Pillars August 7, 2022

Free Field of Texas Bluebonnet Stock Photo

Today, my heart feels alternatively like a stone so heavy it will fall out of my body, and like crystal shattered but still holding its shape.  My aunt died over night.

My aunt always had three projects she was doing, three she intended to do, and three she’d just finished (at a minimum).   I remember her going to the hospital to volunteer, rocking the babies that needed extra care while their mothers recovered.    She prayed rigorously, and you knew she prayed, it was part of the air she breathed.  She fished, she sewed, she gardened. She painted bluebonnets on a summer straw hat one year for my birthday. She had a large table and always seemed ready to extend it to let just one more join for a meal.  She kept the family stories alive and laughed hard and loud and often.  My own kids noticed no matter how short the visit,  in her presence, my Southeast Texas twang resurfaced.

I considered her unsinkable, though I know she struggled from time to time with health of body and spirit.  I remember singing “Gentle Mother” to her in Colorado when she had a low point.  She sang it back to me when I became one, providing me with a weekly Mother’s Day Out which always turned into a lunch with my aunt hearing stories about all that came with being a mom. She introduced me to Ben and Jerry’s Cherry Garcia and Diet Snapple Raspberry Tea,  as well as the priest and church community where our first born would be baptized.  She’s the only person I know who ever “graduated” from hospice, as most of us had mentally prepared to lose her around Christmas.

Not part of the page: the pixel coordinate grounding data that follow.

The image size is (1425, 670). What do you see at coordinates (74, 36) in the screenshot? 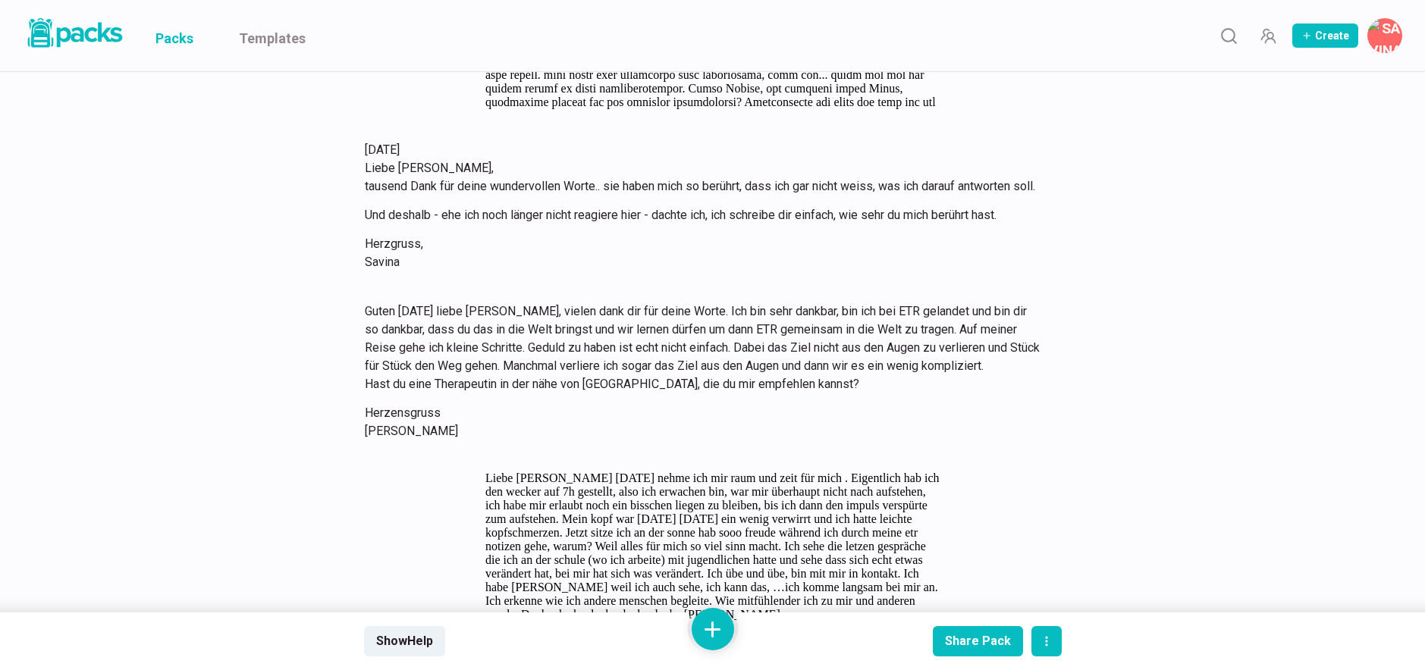
I see `a: Packs logo` at bounding box center [74, 36].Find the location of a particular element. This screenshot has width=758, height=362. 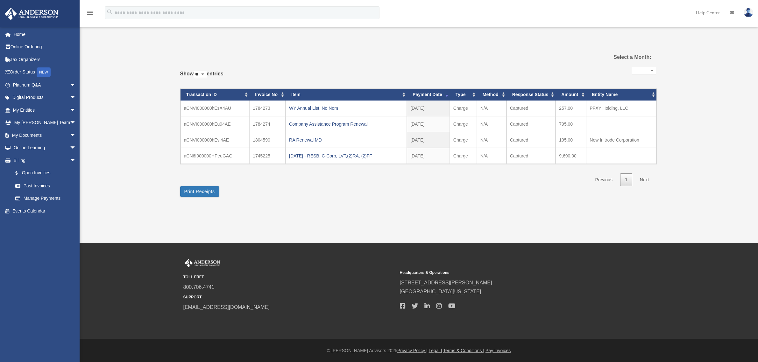

td: aCNVI000000hEsX4AU is located at coordinates (215, 108).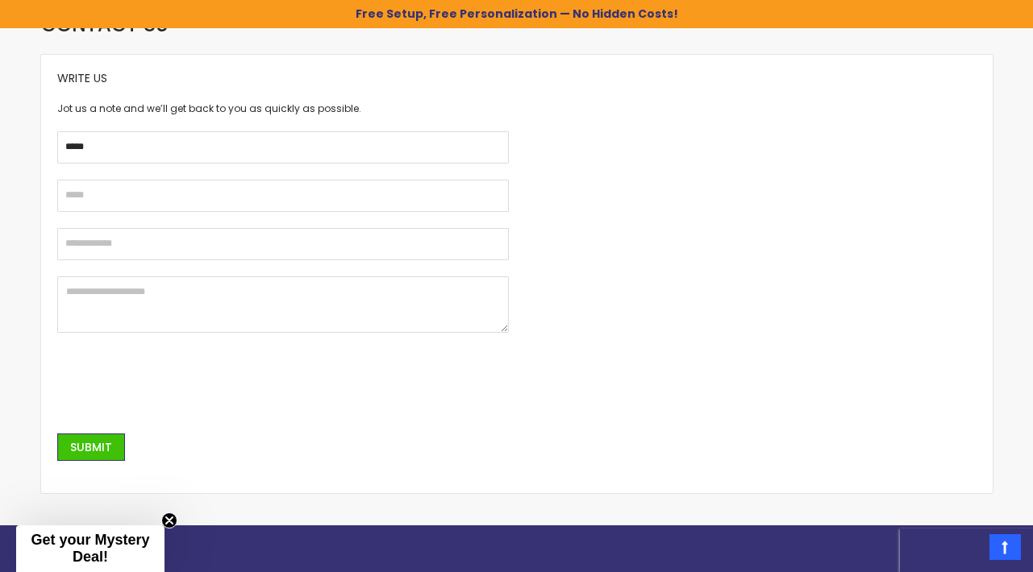 The image size is (1033, 572). Describe the element at coordinates (89, 548) in the screenshot. I see `span: Get your Mystery Deal!` at that location.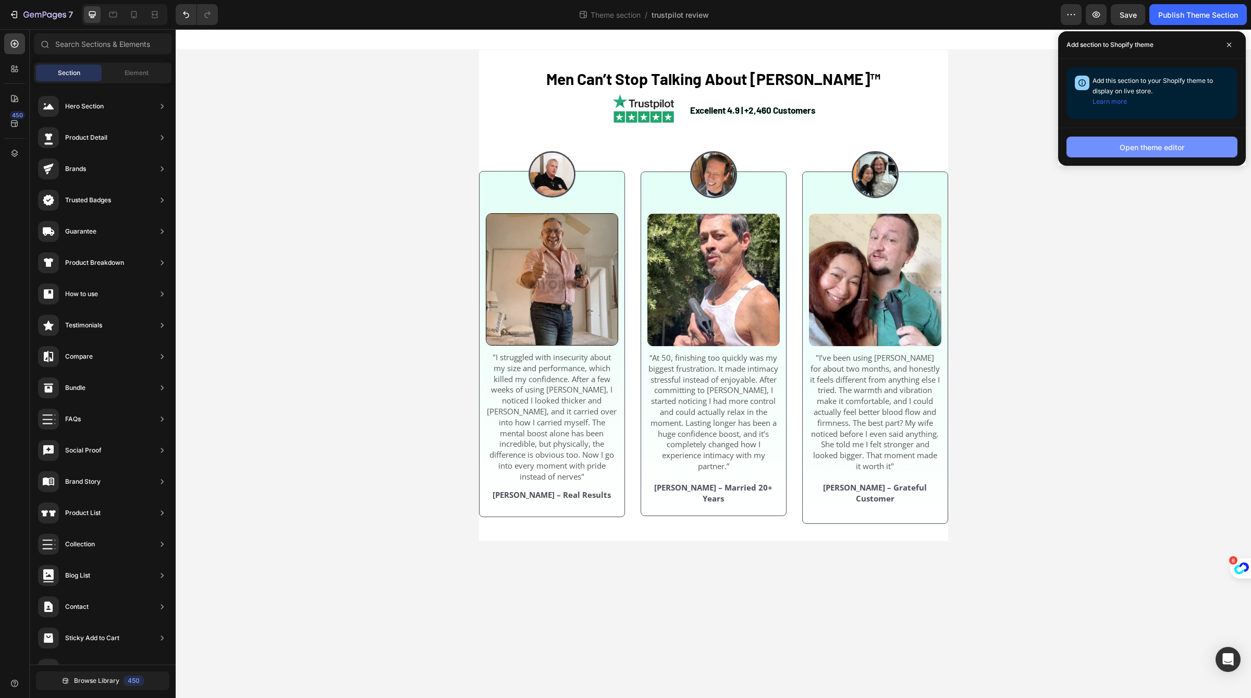 The width and height of the screenshot is (1251, 698). What do you see at coordinates (83, 482) in the screenshot?
I see `div: Brand Story` at bounding box center [83, 482].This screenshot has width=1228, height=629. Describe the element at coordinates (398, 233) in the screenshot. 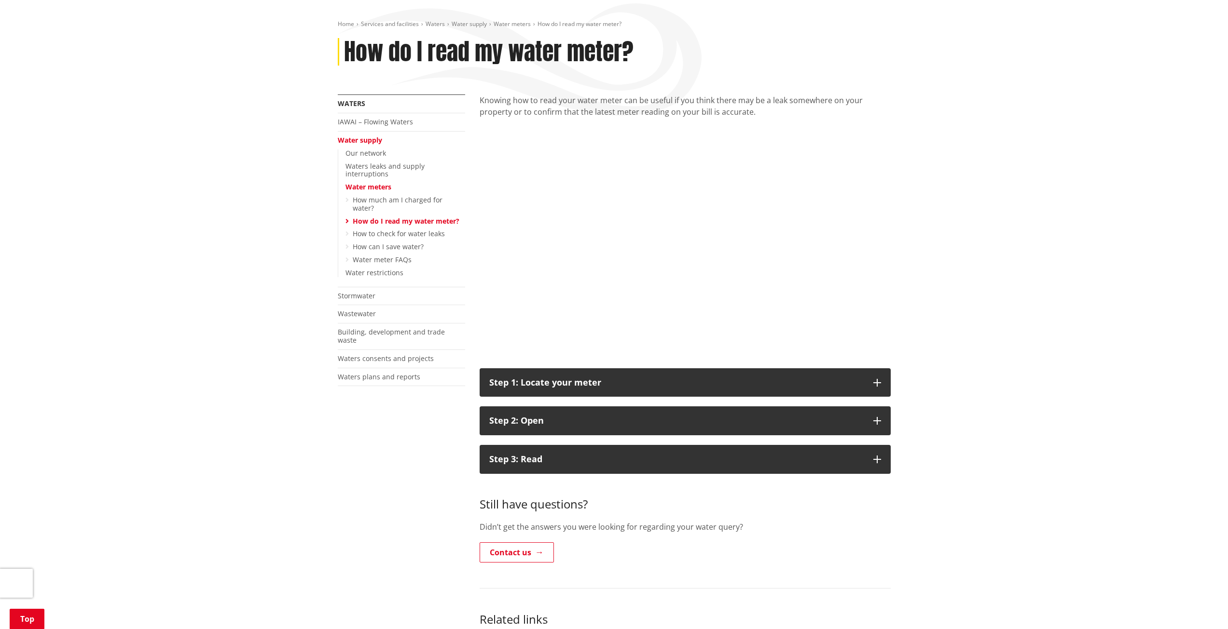

I see `a: How to check for water leaks` at that location.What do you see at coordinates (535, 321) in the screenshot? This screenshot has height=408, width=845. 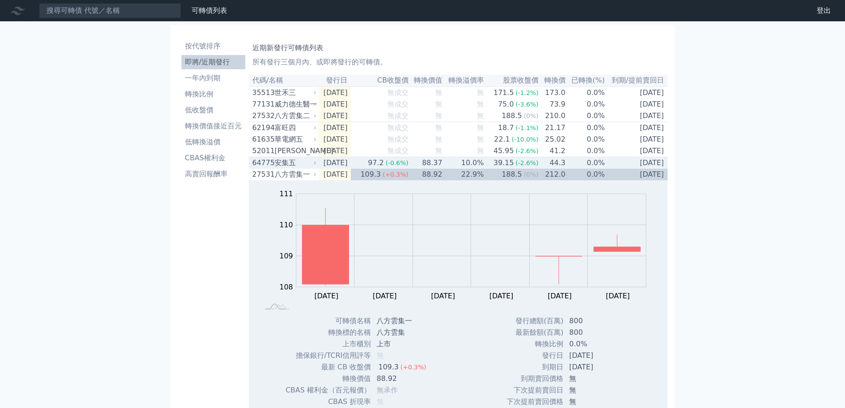 I see `td: 發行總額(百萬)` at bounding box center [535, 321]. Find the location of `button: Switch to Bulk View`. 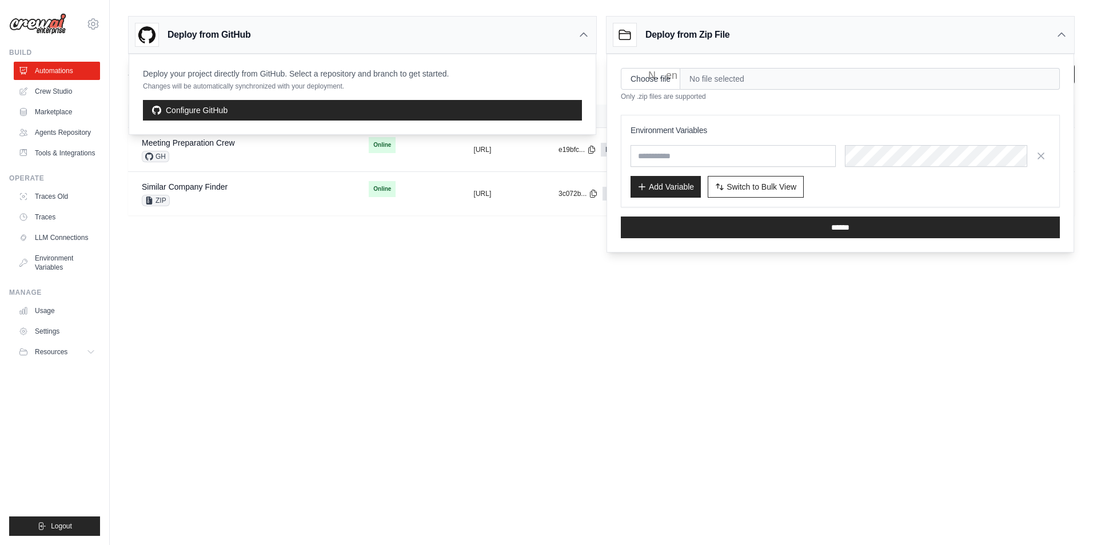

button: Switch to Bulk View is located at coordinates (756, 187).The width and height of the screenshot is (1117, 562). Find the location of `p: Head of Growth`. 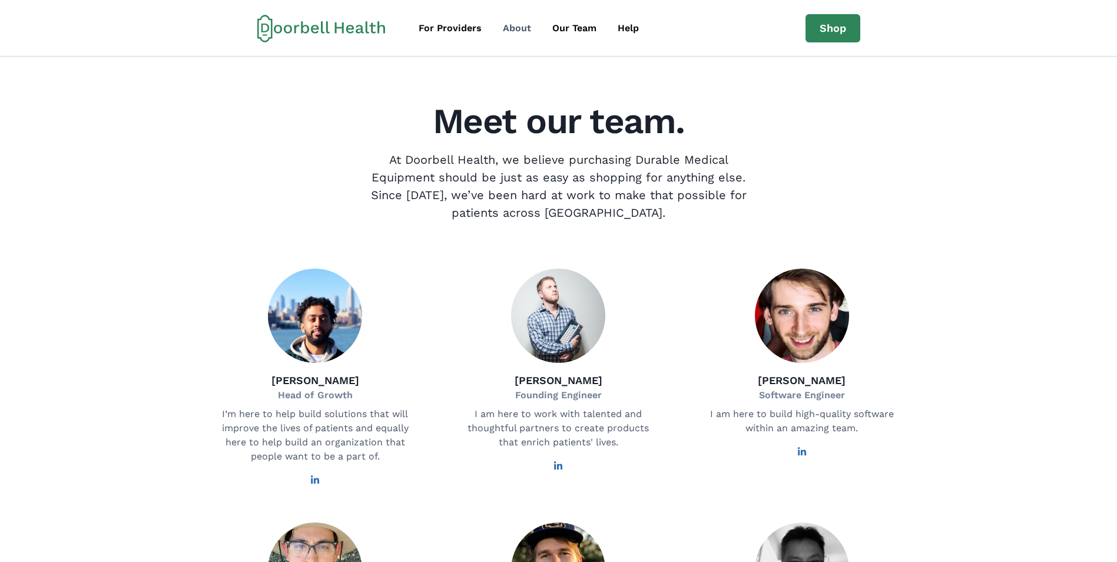

p: Head of Growth is located at coordinates (315, 395).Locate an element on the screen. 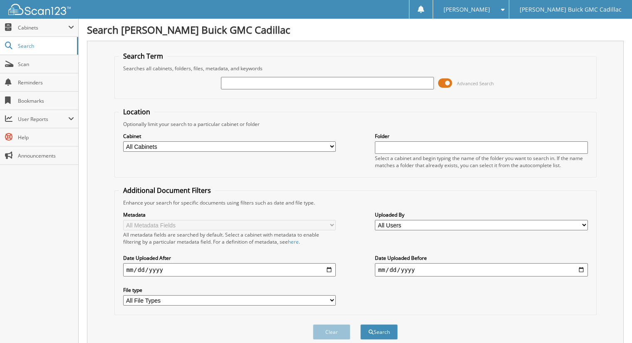 This screenshot has height=343, width=632. legend: Additional Document Filters is located at coordinates (167, 191).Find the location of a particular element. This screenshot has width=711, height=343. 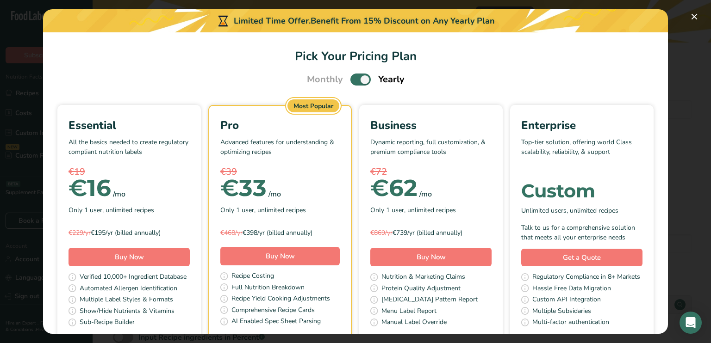

span: Nutrition & Marketing Claims is located at coordinates (423, 278).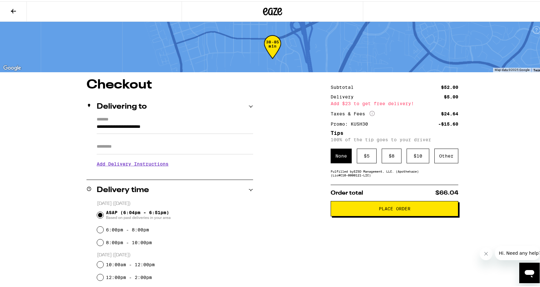 The image size is (540, 287). What do you see at coordinates (129, 241) in the screenshot?
I see `label: 8:00pm - 10:00pm` at bounding box center [129, 241].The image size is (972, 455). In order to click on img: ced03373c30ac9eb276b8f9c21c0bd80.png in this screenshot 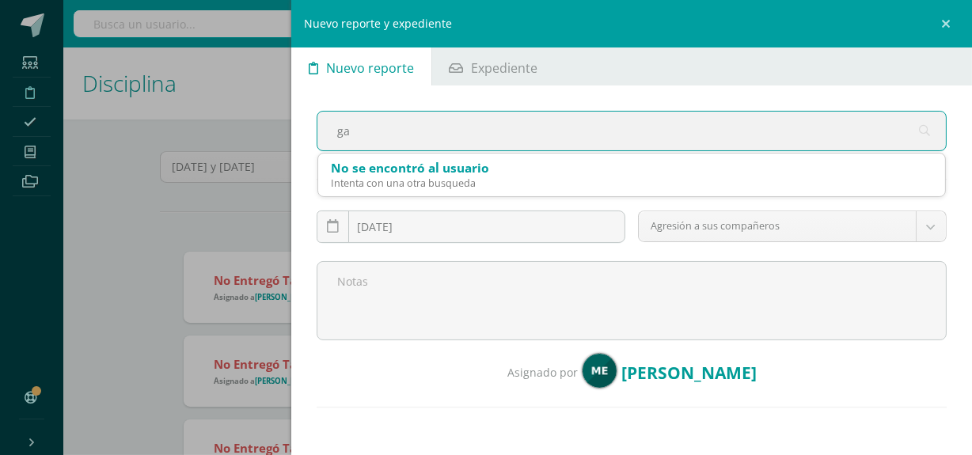, I will do `click(599, 370)`.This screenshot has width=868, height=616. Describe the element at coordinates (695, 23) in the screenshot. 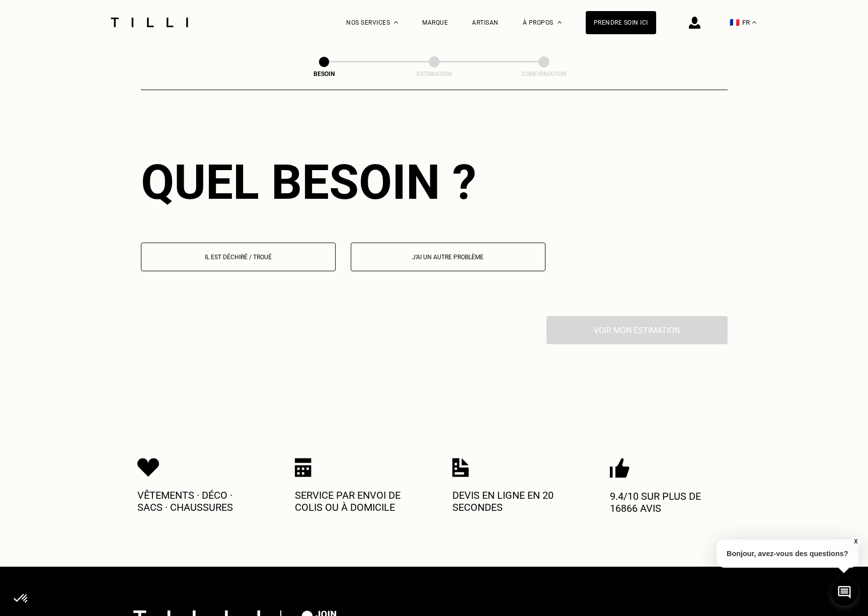

I see `img: icône connexion` at that location.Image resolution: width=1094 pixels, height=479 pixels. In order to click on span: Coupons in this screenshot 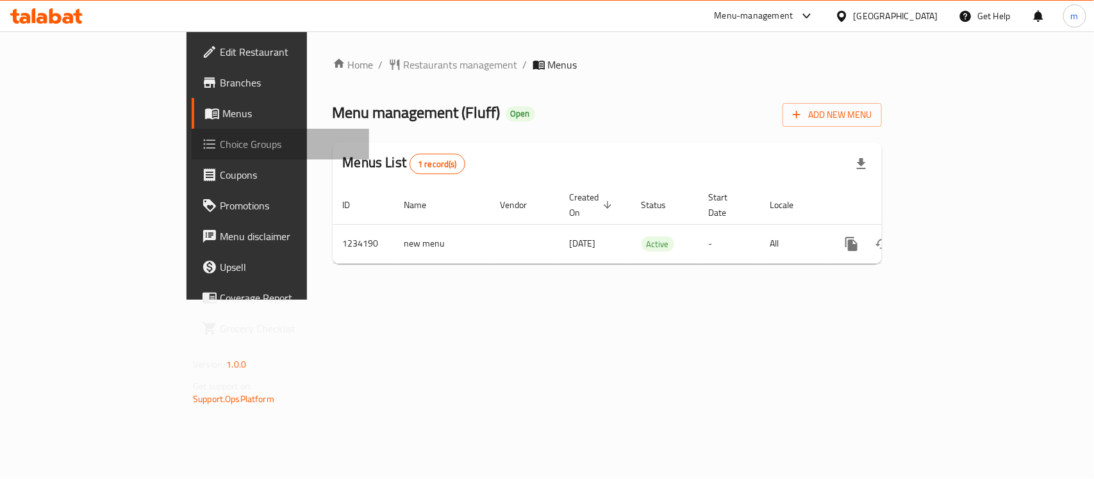, I will do `click(289, 175)`.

I’m getting to the age where the generation that seemed like it was always there, is a forest that is forever growing thinner.  Watching my wedding tape has become a celebration of All Souls Day.   Early into losing the generation that came before us, my cousin talked about the pillars that held up the family beach house, and our aunts and uncles being the pillars, for the next generation to safely shelter on the shoulders of while they discovered who they were and how much they were loved.   She did that, like the two uncles and two aunts and my father and grandparents did before.  My comfort came in imagining the reunion; in visualizing her shaking hands with the Blessed Mother, and joining the big table for the great feast.

1 Sea and Sea - Swedes Real Estate

(Not our beach house but you get the idea).

My first thoughts when I saw the text that she’d died on Sunday early in the morning was, “She raced to the tomb,” and the readings from today, they fit perfectly with her having died.  She had a servants’ heart and was a generous steward with God’s gifts given to her.   I thought about the idea, that all the gifts we receive here, they are the small things with with we’ve been entrusted, and that she was lavish with all the small things.  I pray for all who loved her and will miss her here, and hope she’s already heard those wonderful words,  “Well done, good and faithful servant.”